Furthermore you can get this URL from any cell value by having the user double-click that cell. This value can be constructed from many cells via a single CONCATENATE() function call! That's right: just a single call. The CONCATENATE() will take a large number of parameters and will create a string well-bigger than 255 characters. You don't need to laboriously join many separate concatenations or use loads of "builder" cells. One will do!
The macro needs to be created by opening the VIEW CODE option when you right-click the tab at the bottom of the worksheet.
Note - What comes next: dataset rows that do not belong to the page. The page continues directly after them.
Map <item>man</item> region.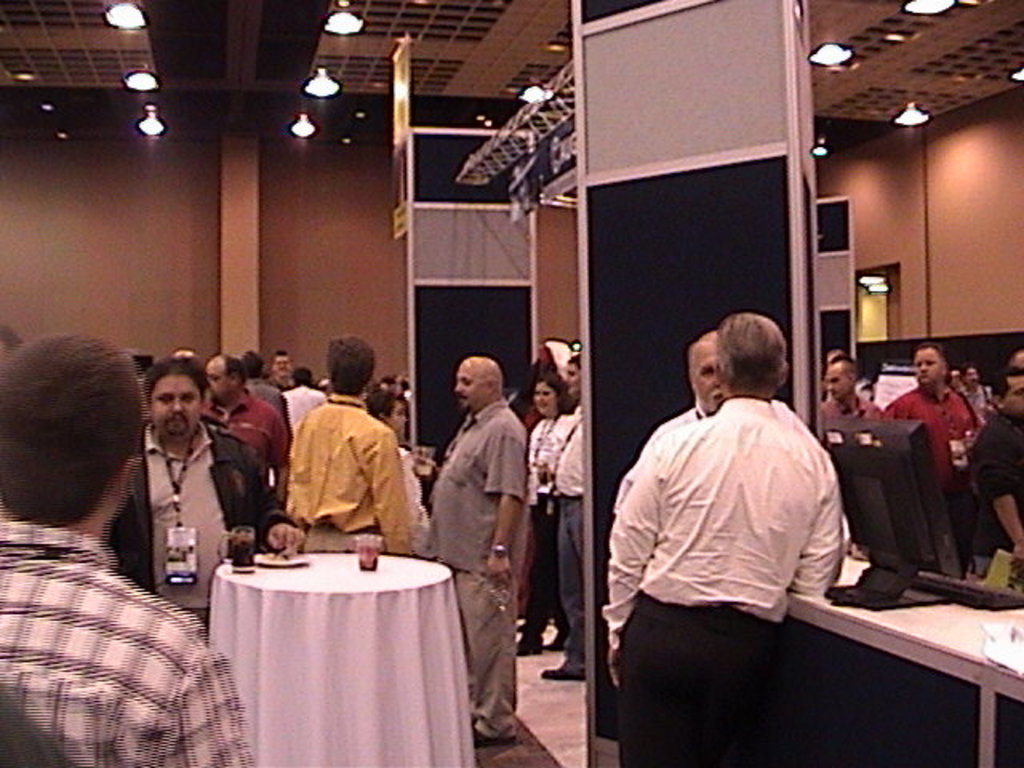
Mapped to BBox(603, 299, 872, 739).
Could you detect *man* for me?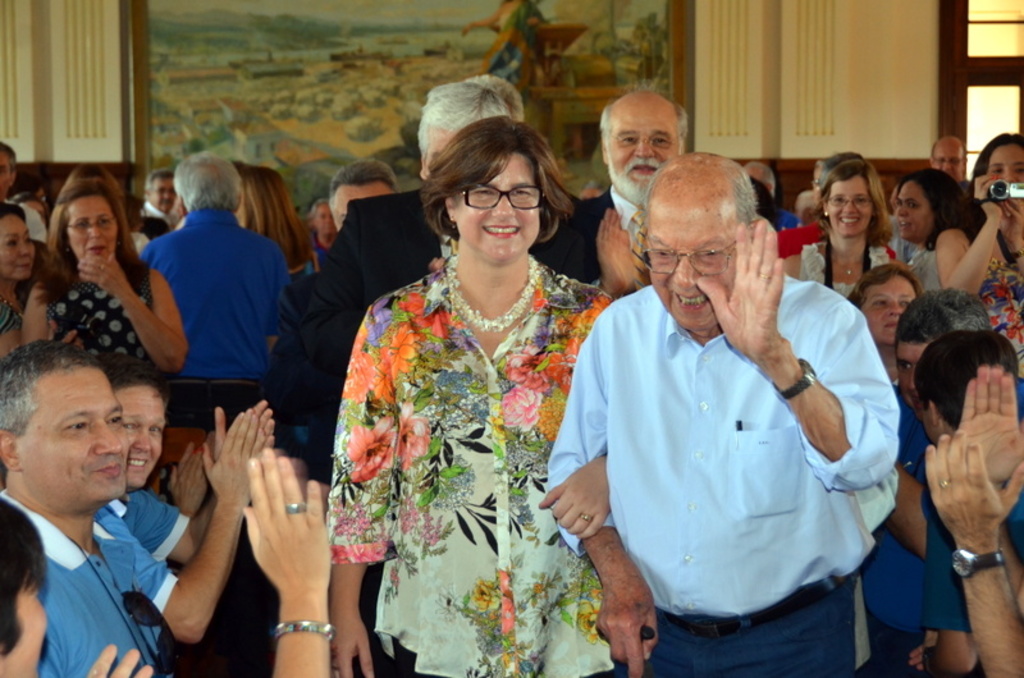
Detection result: bbox(558, 138, 916, 668).
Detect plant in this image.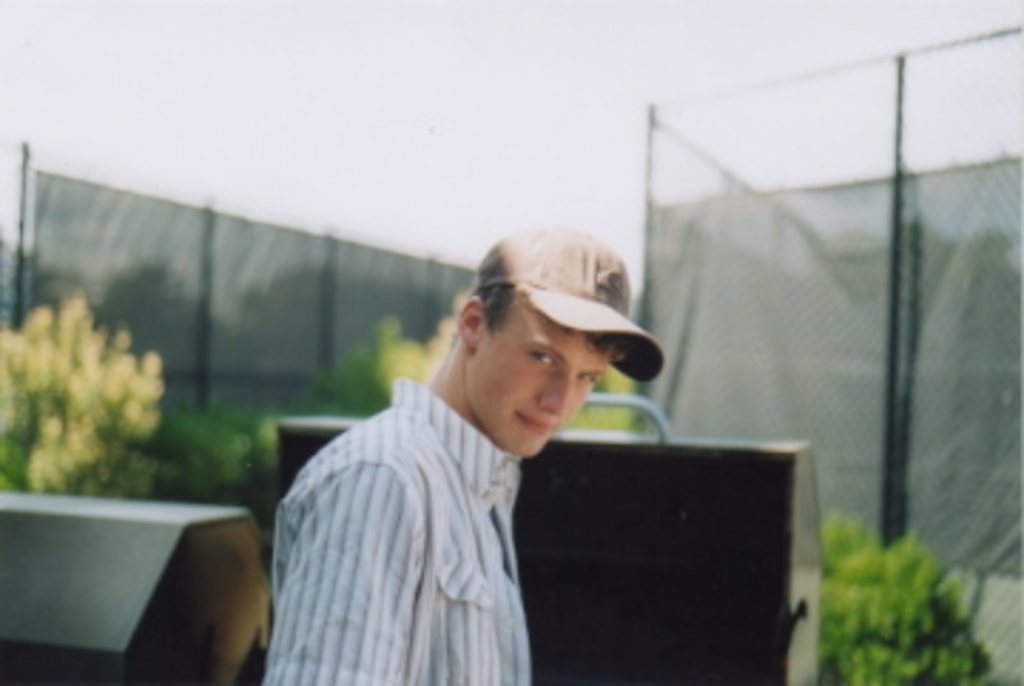
Detection: (816, 507, 1004, 683).
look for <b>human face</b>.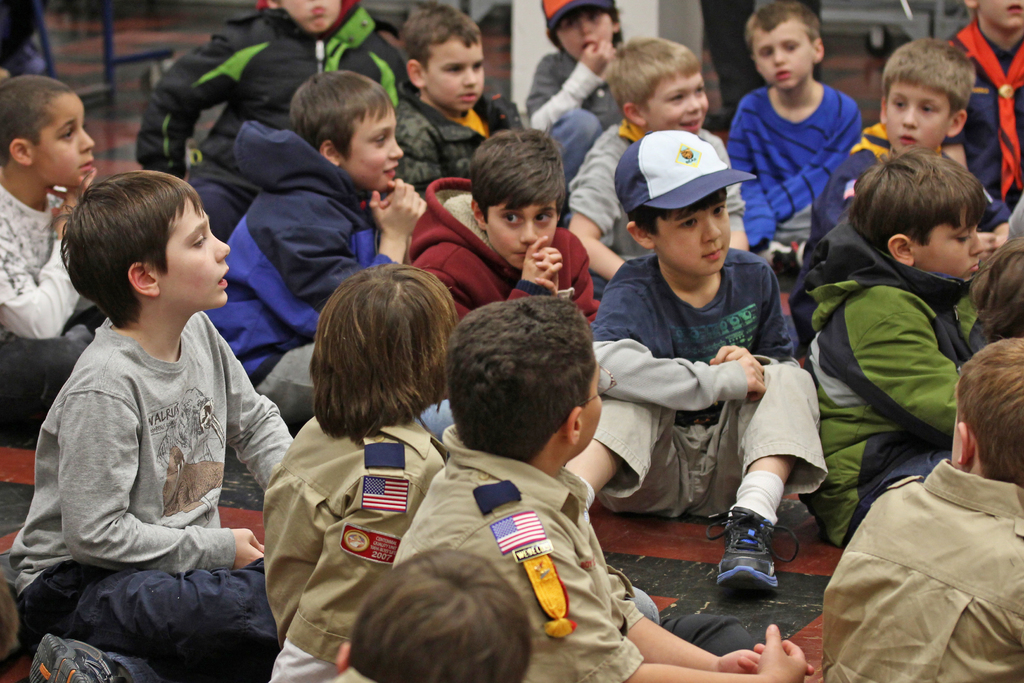
Found: box(644, 73, 708, 136).
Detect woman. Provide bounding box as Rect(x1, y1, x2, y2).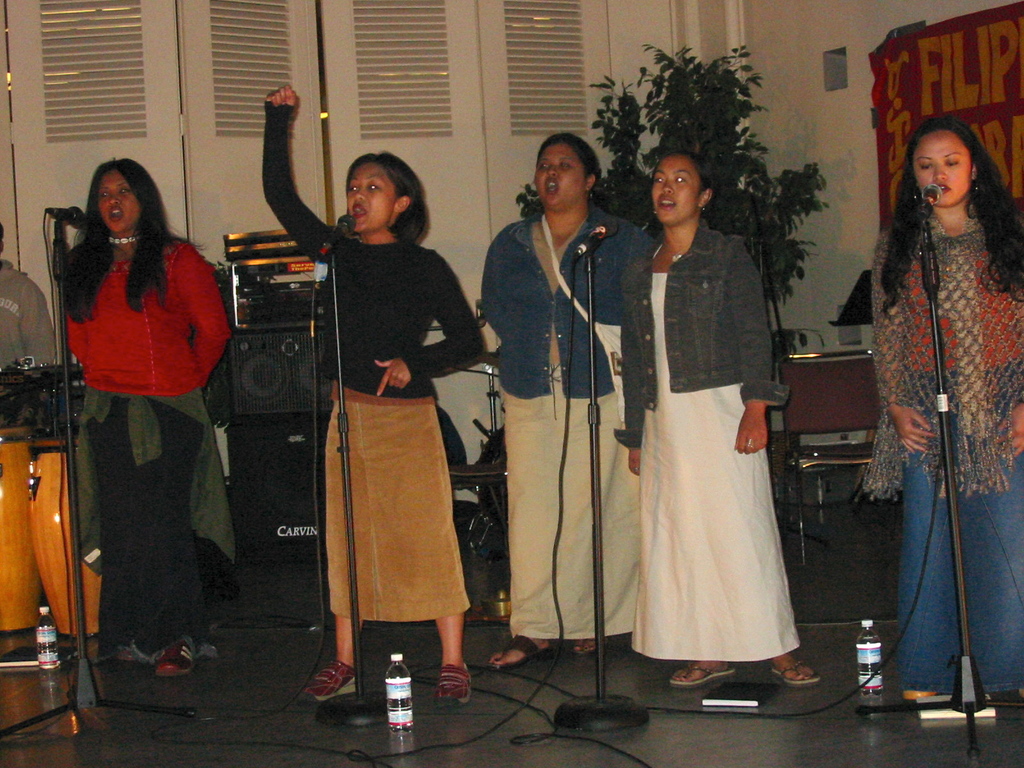
Rect(62, 153, 244, 672).
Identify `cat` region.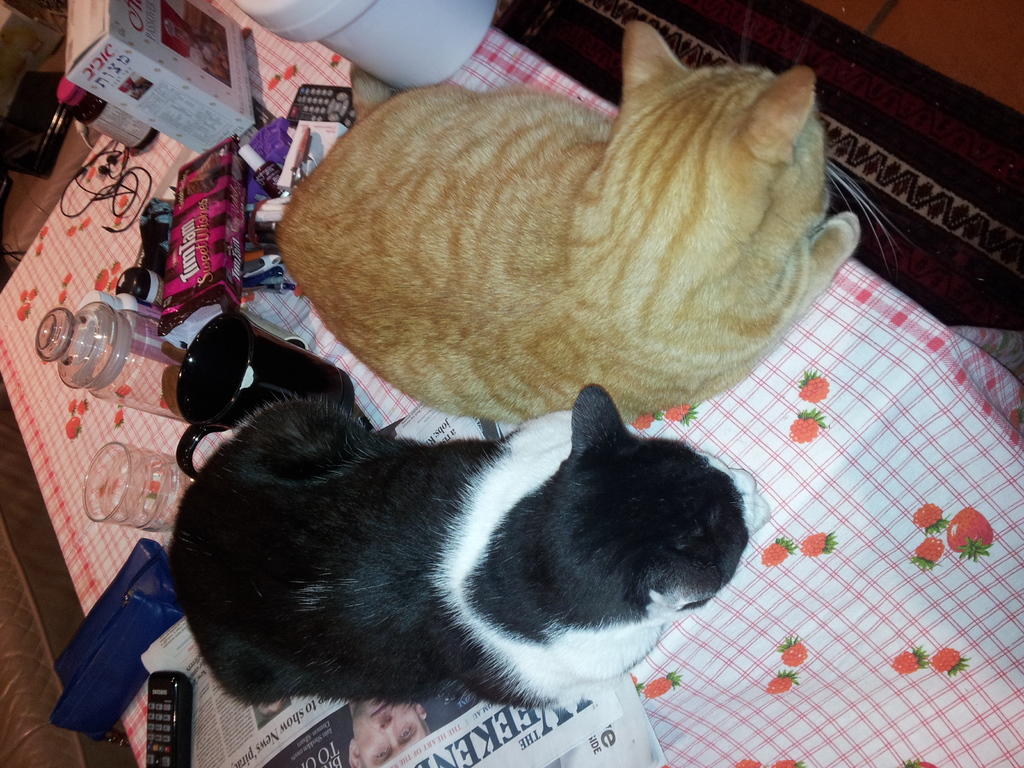
Region: <box>276,22,924,428</box>.
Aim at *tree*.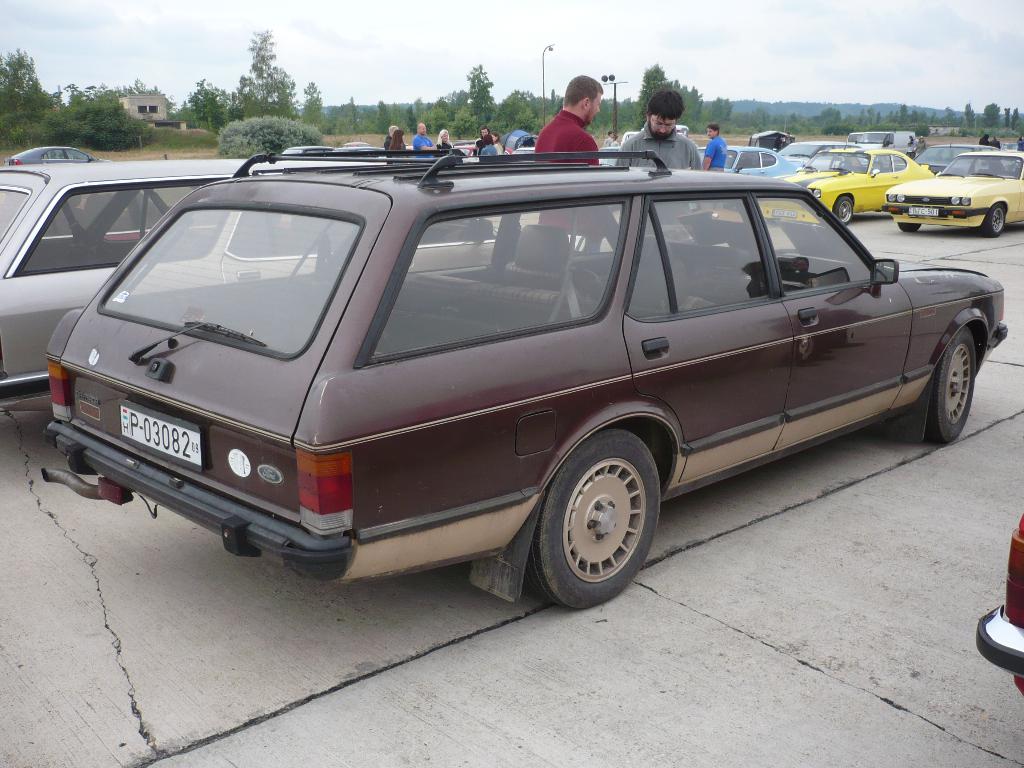
Aimed at Rect(712, 95, 735, 124).
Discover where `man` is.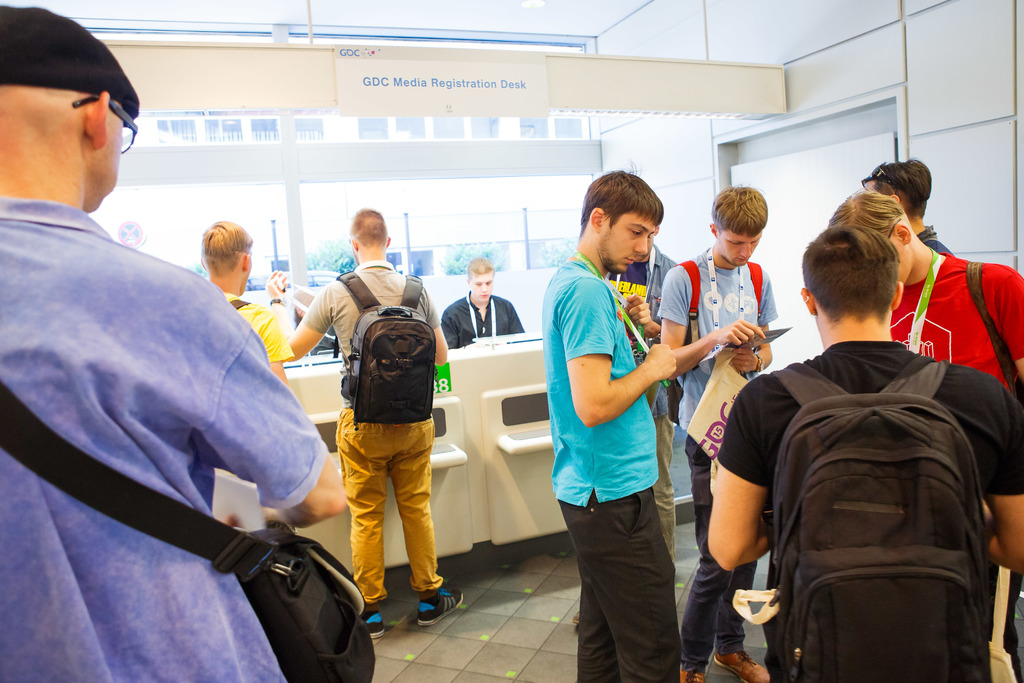
Discovered at detection(581, 199, 683, 630).
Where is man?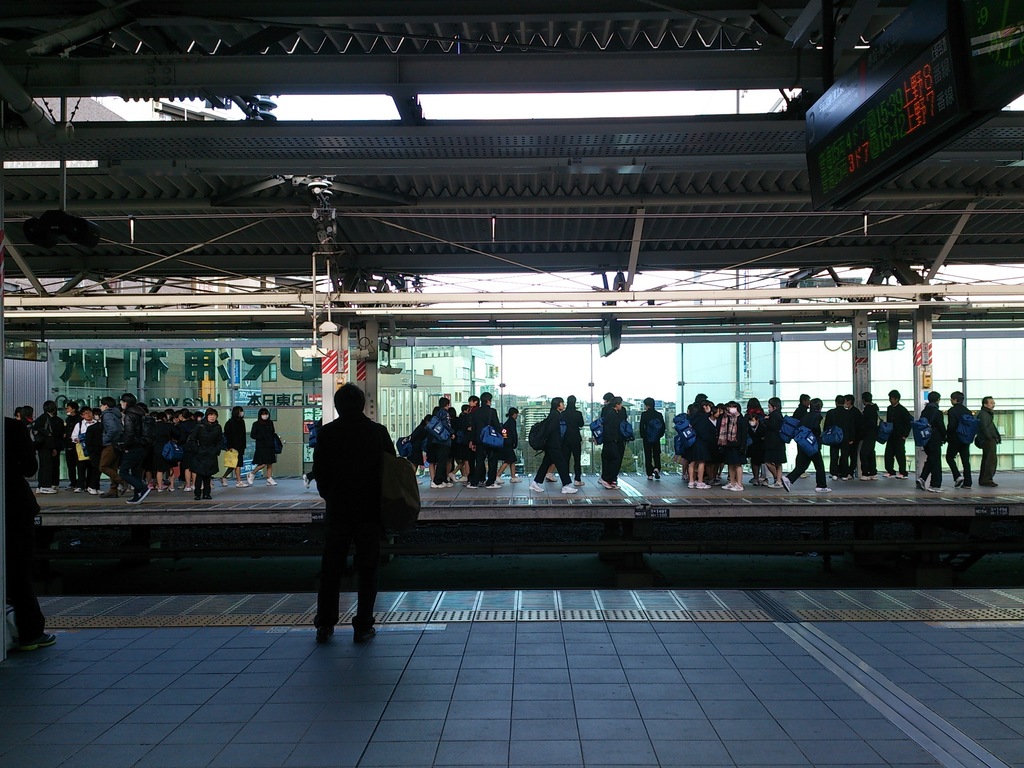
l=526, t=397, r=576, b=493.
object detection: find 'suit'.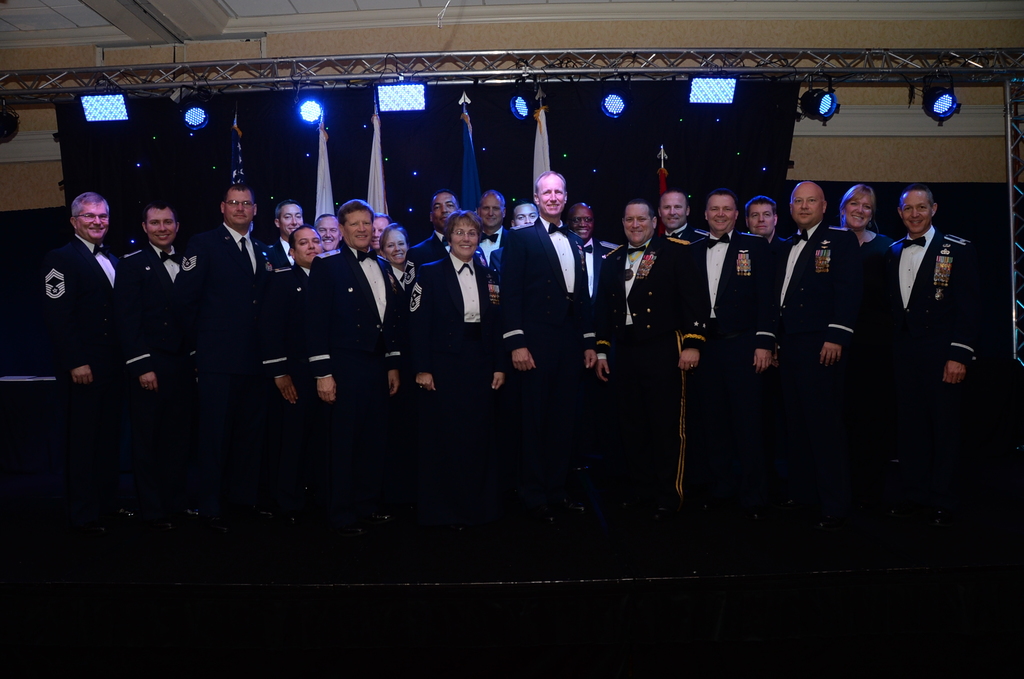
locate(45, 237, 128, 495).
Then write the following phenomenally short, simple and painless bit of code:
Option Explicit
Private Sub Worksheet_BeforeDoubleClick(ByVal Target As Range, Cancel As Boolean)
If Selection.Count = 1 Then
If Left(Target.Value, 7) = "HTTP://" Then
Cancel = True
Shell ("""" + Range("Browser").Value + """" + " " + """" + Target.Value + """")
End If
End If
End Sub
Note that "Browser" is a named cell that should contain the unquoted path of your browser, be that IE, Opera, Mozilla or Chrome. You have to name the cell yourself, or change the macro to have a hard cell reference like "A2". And of course, that cell value must be a valid browser path!
Once you have all of this in place, you can double-click ANY cell that has a value starting with the text "HTTP://" and Excel will open the browser with that full value, no-matter how long it is. All you then need is to build your string in that cell and perhaps format it colour/font-wise to make it obvious that it is a hyperlink cell to be double-clicked. A textual hint nearby may also be in order!
Incidentally, an alternative to the Shell() line in the macro is:
ThisWorkbook.FollowHyperlink Address:=Target.Value
Whilst this will also process URLs bigger than 255 characters, I found that this FollowHyperlink() function causes the URL to be sent TWICE. Once by the Excel function itself (presumably to test it) and then again by the default browser that Excel opens! This may not be desirable (and wasn't in my case). This is why I ended up using the Shell() function instead.